The artwork develops throughout, since these are the first several issues, but from start to finish it's a blast. There isn't an inch of wasted space on the page, everything is full of in-your-face bold colors or fantastic world-building detail. I'm a sucker for comics that flesh out their world by paying close attention to their scenery and details - adding in tiny elements that don't just add visual interest but convey something about the world, about the characters. And that's something the artists do here wonderfully.

I also just love Tank Girl. I love her kickass style. I love her foul language. I love the design of Tank Girl, unabashedly female and not here for the male gaze; there were very few moments where I was uncomfortable with the physical portrayal of the female body, which is rare for comics of any era. She's sexual, voraciously and scarily. I love that in some scenes her face reminds me so strikingly of my sister that I do a double-take. I love her combat boots and her stupidly awesome hair.
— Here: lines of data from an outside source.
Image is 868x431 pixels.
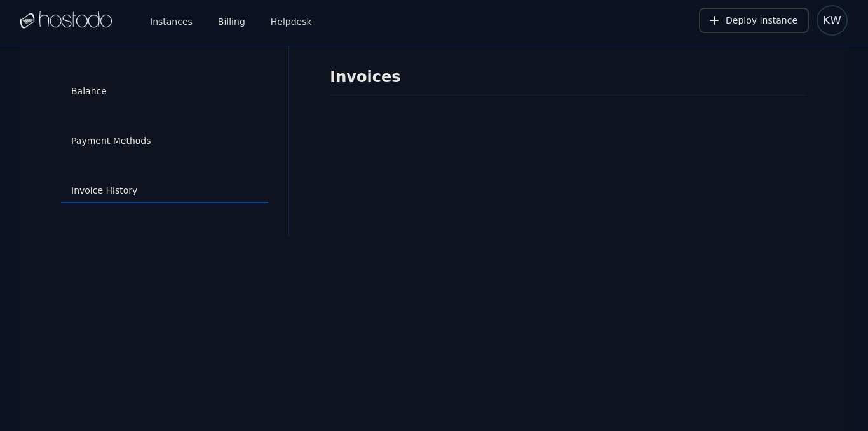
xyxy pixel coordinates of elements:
[20,11,112,30] img: Logo
[726,14,798,26] span: Deploy Instance
[817,5,848,36] button: User menu
[61,179,268,203] a: Invoice History
[699,8,809,33] button: Deploy Instance
[61,129,268,153] a: Payment Methods
[823,12,842,29] span: KW
[330,67,808,95] h1: Invoices
[61,80,268,104] a: Balance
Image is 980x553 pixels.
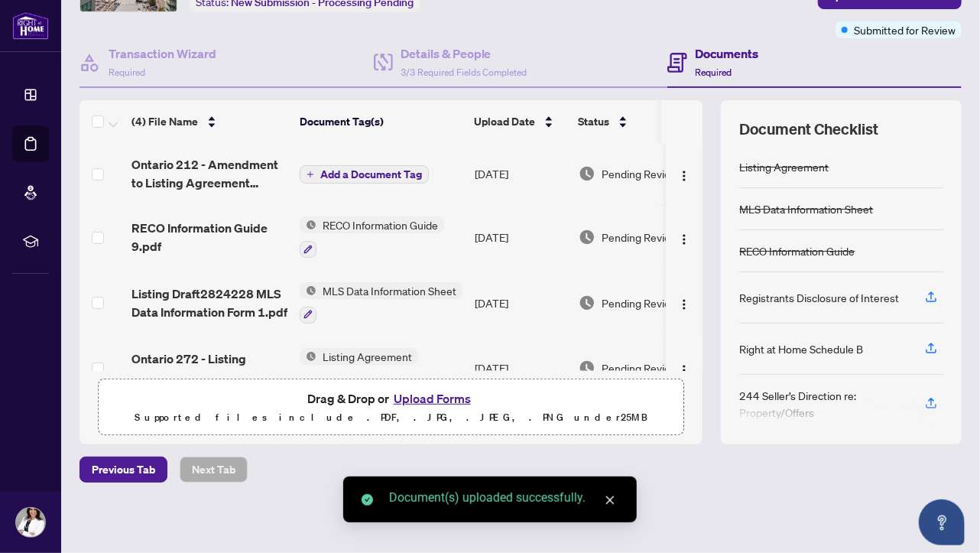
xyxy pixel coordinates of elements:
div: Registrants Disclosure of Interest [739,289,899,306]
button: Logo [672,291,696,315]
span: Upload Date [474,113,535,130]
button: Status IconRECO Information Guide [300,216,444,258]
img: logo [12,11,49,40]
img: Document Status [578,165,596,182]
button: Add a Document Tag [300,165,429,184]
span: Drag & Drop orUpload FormsSupported files include .PDF, .JPG, .JPEG, .PNG under25MB [98,379,684,436]
img: Status Icon [300,216,316,233]
span: plus [307,171,314,178]
span: RECO Information Guide 9.pdf [132,219,287,256]
span: Required [695,67,731,78]
img: Logo [678,233,690,245]
div: MLS Data Information Sheet [739,200,873,217]
span: Drag & Drop or [308,389,476,409]
th: Status [572,100,701,143]
th: Document Tag(s) [294,100,468,143]
span: Pending Review [601,165,678,182]
span: Ontario 212 - Amendment to Listing Agreement Authority to Offer for Lease Price Change_Extensi 1.pdf [132,156,287,192]
span: Pending Review [601,295,678,311]
span: 3/3 Required Fields Completed [401,67,527,78]
span: MLS Data Information Sheet [316,282,462,299]
h4: Details & People [401,44,527,62]
button: Next Tab [179,456,248,483]
button: Logo [672,225,696,250]
img: Status Icon [300,348,316,365]
span: (4) File Name [132,113,198,130]
span: Add a Document Tag [320,169,422,179]
span: RECO Information Guide [316,216,444,233]
img: Status Icon [300,282,316,299]
div: Document(s) uploaded successfully. [389,489,619,507]
div: Right at Home Schedule B [739,340,863,357]
h4: Transaction Wizard [109,44,216,62]
button: Previous Tab [79,456,167,483]
span: Previous Tab [91,457,156,482]
button: Logo [672,162,696,185]
img: Profile Icon [16,508,45,537]
button: Status IconMLS Data Information Sheet [300,282,462,324]
img: Document Status [578,295,596,311]
td: [DATE] [469,204,572,270]
button: Add a Document Tag [300,164,429,185]
img: Document Status [578,229,596,245]
span: Status [578,113,609,130]
span: check-circle [361,494,373,505]
button: Logo [672,356,696,380]
p: Supported files include .PDF, .JPG, .JPEG, .PNG under 25 MB [108,409,674,427]
button: Open asap [919,499,965,545]
div: Listing Agreement [739,158,829,175]
img: Logo [678,170,690,182]
div: RECO Information Guide [739,243,854,259]
td: [DATE] [469,270,572,336]
span: Submitted for Review [854,21,956,38]
th: (4) File Name [126,100,294,143]
span: Pending Review [601,360,678,376]
span: Listing Agreement [316,348,418,365]
img: Logo [678,364,690,376]
span: close [605,495,615,505]
div: 244 Seller’s Direction re: Property/Offers [739,387,907,421]
img: Document Status [578,360,596,376]
span: Required [109,67,145,78]
img: Logo [678,298,690,310]
th: Upload Date [468,100,572,143]
button: Status IconListing Agreement [300,348,418,389]
td: [DATE] [469,336,572,402]
td: [DATE] [469,143,572,204]
span: Listing Draft2824228 MLS Data Information Form 1.pdf [132,285,287,321]
a: Close [601,491,619,509]
span: Pending Review [601,229,678,245]
span: Ontario 272 - Listing Agreement - Landlord Designated Representation Agreement Authority to Offer... [132,350,287,386]
h4: Documents [695,44,759,62]
span: Document Checklist [739,119,878,140]
button: Upload Forms [389,389,476,409]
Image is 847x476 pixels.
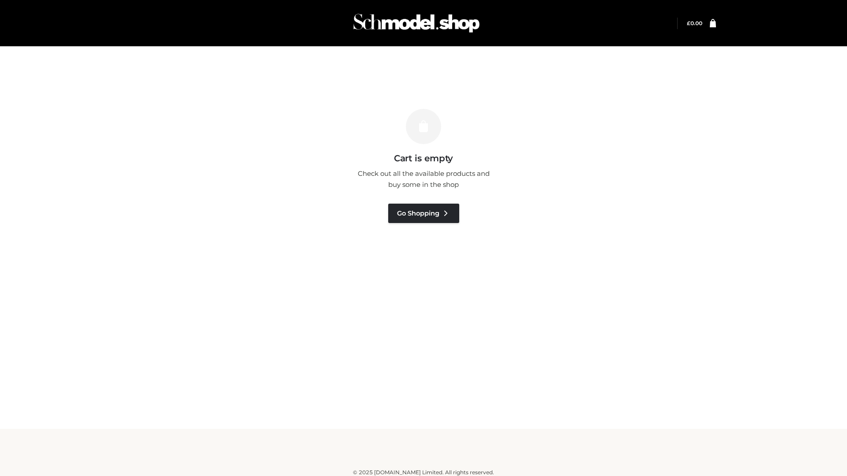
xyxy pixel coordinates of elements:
[687,20,690,26] span: £
[388,204,459,223] a: Go Shopping
[687,20,702,26] a: £0.00
[151,153,696,164] h3: Cart is empty
[353,168,494,190] p: Check out all the available products and buy some in the shop
[350,6,482,41] img: Schmodel Admin 964
[687,20,702,26] bdi: 0.00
The world-building and storytelling here is interesting to me, as someone who came from the movie first. In the film, it's clearly a post-apocalyptic scenario. Here, amidst all the chaos of Tank Girl's life, it's hard to tell exactly what is happening. A gang can control the production and release of a brand of beer, but Tank Girl clearly gets orders from someone military. There's still media and government. But I love that things are left unclear; the patchwork nature of the story here, where you get bits and pieces of sometimes clearly contradictory information as-needed for whatever story is happening, is something quintessentially Tank Girl. It's as if we're seeing the world through Tank Girl's eyes, regardless of how the world actually is, she only pays attention to what is relevant at that moment.

I'm eager to read the rest in this set - hopefully, they're all as rewarding and entertaining a read as this.